AGENCE FRANCE-PRESSE,
ROME: The United States is to close a military base on the Italian island of Sardinia now considered surplus to requirements for the defence of the Mediterranean, Italian Defence Minister Antonio Martino announced.
The base, on the La Maddalena archipelago on the northern tip of the island, is a leftover from the Cold War. The area is one of the most beautiful natural sites on Sardinia, facing the French island of Corsica, and environmentalists have long called for the base to be shut.
The news was given by Martino in a statement issued late on Wednesday but he did not say when the base would close.
On Tuesday he had announced the withdrawal of US submarines stationed at the neighbouring islet of Santo Stefano.
US Defence Secretary Donald Rumsfeld had told Martino of the decision at a meeting in Washington at the start of the week.
“It is not only the submarines but the whole American base which will be transferred to another country,” said the Italian minister, who will meet Sardinia's regional leader Renato Storu on Friday to discuss the impact of the pullout for the island, Italy's second largest after Sicily.
Italian Defence Undersecretary Salvatore Cicu said the United States had taken the decision “as a result of new geo-strategic demands concerning Mediterranean security, which are different to those of 30 years ago”.
Some 3,000 US military personnel and their families are stationed on Sardinia, providing 162 jobs for local civilians.
Italy and the United States agreed the American military presence in Sardinia in 1972, at the height of the Cold War, though environmentalists have called for the closure of the base claiming it was polluting the area with radioactive substances.
The newspaper La Repubblica said Thursday the decision to close down the base was prompted by fears it was too vulnerable to a terrorist attack, recalling that the US military authorities had recommended closure shortly after the attacks in New York and Washington on September 11, 2001.
“It's impossible to distinguish an outboard (launch) packed with explosives from that of peaceful holidaymakers,” the paper remarked.
“Local people will live in greater safety without the nuclear submarines,” Soru said.
On October 25, 2003 a nuclear-powered submarine hit a reef in the Strait of Bonifacio, which separates Corsica and Sardinia. Officially it was reported the incident had no serious effect on the environment but it intensified opposition to the base on both islands.
Sardinia where Prime Minister Silvio Berlusconi has a vacation villa organised a referendum in 1988 without success to call for the closure of the base.
Several studies have shown an abnormally high level of uranium and plutonium pollution in the waters surrounding the islet of Santo Stefano, home to the nuclear submarines.
As late as last month there was talk of extending the base and some 400 Corsican and Sardinian antinuclear and environmentalist activists demonstrated nearby to call for the base to be closed.
Reaction among the local people varied between relief at the ending of such an unwelcome installation and worry about the future.
Soru wants the facilties left behind by the Americans to be turned over to tourism.
“There is everything we need to create the biggest reception centre for large pleasure craft in the Mediterranean,” he said.
Additional US bases in Italy are located at Aviano and Vicenza in the northeast, Livorno in the west, Gaeta and Naples in the south and Sigonella on the southern island of Sicily.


* Task details *
Among the entries below, find the lines with the word "Documentation" and return them.

* Given entries *
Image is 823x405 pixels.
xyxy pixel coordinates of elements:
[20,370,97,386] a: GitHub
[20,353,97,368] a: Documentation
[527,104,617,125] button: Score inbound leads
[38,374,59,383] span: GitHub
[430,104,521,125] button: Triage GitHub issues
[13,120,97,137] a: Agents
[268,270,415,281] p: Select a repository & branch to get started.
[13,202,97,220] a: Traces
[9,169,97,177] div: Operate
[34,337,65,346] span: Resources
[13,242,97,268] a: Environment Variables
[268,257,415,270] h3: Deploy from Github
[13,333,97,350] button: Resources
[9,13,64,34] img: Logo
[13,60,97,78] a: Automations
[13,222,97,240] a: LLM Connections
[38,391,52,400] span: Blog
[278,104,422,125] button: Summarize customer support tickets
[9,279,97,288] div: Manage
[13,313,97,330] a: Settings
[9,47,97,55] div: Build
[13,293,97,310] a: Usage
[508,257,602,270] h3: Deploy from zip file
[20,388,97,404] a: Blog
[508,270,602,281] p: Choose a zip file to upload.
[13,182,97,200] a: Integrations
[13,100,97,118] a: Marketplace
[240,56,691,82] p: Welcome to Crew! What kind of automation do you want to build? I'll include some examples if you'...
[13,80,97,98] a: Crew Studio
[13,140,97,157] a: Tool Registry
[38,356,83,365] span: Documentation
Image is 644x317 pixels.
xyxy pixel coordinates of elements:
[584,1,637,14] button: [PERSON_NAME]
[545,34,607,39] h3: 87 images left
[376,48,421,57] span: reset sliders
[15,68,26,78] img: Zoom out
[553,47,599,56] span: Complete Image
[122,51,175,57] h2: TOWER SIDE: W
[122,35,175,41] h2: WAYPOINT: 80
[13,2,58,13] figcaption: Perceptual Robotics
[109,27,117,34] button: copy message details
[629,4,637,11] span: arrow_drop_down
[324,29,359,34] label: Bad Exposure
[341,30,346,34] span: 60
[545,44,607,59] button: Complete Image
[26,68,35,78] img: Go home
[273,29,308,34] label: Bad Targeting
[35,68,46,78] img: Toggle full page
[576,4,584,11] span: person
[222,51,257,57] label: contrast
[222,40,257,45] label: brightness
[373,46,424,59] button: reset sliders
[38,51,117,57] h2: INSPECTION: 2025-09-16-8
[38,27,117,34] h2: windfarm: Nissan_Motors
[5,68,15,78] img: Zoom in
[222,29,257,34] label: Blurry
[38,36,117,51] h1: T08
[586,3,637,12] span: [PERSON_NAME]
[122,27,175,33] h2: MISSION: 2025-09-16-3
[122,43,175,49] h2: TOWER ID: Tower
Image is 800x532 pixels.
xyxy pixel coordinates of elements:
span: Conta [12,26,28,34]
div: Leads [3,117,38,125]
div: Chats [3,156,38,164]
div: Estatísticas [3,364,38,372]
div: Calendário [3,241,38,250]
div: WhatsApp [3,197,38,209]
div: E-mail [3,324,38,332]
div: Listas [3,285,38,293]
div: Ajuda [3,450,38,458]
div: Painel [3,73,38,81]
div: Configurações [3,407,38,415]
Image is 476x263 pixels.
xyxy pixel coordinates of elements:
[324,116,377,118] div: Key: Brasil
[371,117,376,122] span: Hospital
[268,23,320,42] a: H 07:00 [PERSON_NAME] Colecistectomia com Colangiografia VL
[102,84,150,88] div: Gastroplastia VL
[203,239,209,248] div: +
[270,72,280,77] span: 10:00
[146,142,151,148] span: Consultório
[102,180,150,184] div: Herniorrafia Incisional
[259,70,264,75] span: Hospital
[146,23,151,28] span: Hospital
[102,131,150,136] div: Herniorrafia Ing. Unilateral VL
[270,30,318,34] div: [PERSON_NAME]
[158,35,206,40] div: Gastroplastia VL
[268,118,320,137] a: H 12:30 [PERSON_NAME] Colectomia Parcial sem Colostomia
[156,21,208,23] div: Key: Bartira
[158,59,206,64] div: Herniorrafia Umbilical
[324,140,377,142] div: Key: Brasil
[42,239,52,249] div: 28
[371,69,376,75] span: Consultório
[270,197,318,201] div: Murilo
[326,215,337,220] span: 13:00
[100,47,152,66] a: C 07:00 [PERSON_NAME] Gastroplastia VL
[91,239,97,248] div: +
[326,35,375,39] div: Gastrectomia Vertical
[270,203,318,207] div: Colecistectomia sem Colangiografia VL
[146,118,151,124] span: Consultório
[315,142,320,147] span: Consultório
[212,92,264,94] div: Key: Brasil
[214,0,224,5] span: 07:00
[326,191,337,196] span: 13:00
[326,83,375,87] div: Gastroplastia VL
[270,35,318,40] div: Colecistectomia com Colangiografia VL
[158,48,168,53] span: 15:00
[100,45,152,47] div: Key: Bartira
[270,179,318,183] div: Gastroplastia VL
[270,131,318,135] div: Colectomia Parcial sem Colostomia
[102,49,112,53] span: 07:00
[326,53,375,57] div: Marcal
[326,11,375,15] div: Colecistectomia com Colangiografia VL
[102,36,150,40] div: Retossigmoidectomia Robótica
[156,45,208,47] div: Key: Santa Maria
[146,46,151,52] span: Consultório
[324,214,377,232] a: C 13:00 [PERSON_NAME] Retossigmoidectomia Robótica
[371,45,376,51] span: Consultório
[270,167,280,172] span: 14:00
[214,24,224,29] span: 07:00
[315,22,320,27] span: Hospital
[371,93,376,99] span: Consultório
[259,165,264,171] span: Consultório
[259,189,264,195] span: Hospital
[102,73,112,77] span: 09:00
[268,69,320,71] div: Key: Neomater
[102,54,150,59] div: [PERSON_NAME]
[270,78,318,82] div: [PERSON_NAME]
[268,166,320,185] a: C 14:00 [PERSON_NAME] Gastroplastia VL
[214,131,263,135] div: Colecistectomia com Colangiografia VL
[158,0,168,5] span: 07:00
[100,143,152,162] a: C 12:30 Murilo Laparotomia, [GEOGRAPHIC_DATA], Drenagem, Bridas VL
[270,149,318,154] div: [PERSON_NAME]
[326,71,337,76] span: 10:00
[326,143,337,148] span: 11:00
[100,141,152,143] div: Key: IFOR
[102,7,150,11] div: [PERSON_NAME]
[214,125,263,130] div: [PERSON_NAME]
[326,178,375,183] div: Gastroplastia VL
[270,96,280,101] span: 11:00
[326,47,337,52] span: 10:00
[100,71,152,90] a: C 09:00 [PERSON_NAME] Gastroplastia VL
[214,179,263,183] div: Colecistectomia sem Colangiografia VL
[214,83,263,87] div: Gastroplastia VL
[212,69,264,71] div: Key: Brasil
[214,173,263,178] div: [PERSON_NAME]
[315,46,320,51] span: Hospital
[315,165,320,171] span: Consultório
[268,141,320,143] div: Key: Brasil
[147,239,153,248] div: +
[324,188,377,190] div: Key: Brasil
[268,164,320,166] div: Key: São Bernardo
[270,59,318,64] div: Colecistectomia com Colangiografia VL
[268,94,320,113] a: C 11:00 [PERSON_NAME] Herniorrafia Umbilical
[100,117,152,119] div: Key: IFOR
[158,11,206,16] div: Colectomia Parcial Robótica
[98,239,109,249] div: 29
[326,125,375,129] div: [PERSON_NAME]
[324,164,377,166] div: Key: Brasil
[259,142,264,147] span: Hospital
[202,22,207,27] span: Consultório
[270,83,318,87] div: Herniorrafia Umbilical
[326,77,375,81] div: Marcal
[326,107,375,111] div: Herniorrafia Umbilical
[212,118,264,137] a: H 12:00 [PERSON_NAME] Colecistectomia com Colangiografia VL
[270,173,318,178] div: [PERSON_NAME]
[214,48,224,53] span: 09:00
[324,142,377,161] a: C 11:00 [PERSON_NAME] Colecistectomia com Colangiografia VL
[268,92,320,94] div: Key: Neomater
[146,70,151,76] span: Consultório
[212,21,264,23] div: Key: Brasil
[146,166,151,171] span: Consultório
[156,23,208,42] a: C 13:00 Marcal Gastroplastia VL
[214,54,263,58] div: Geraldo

* Answer to the exercise *
[20,353,97,368] a: Documentation
[38,356,83,365] span: Documentation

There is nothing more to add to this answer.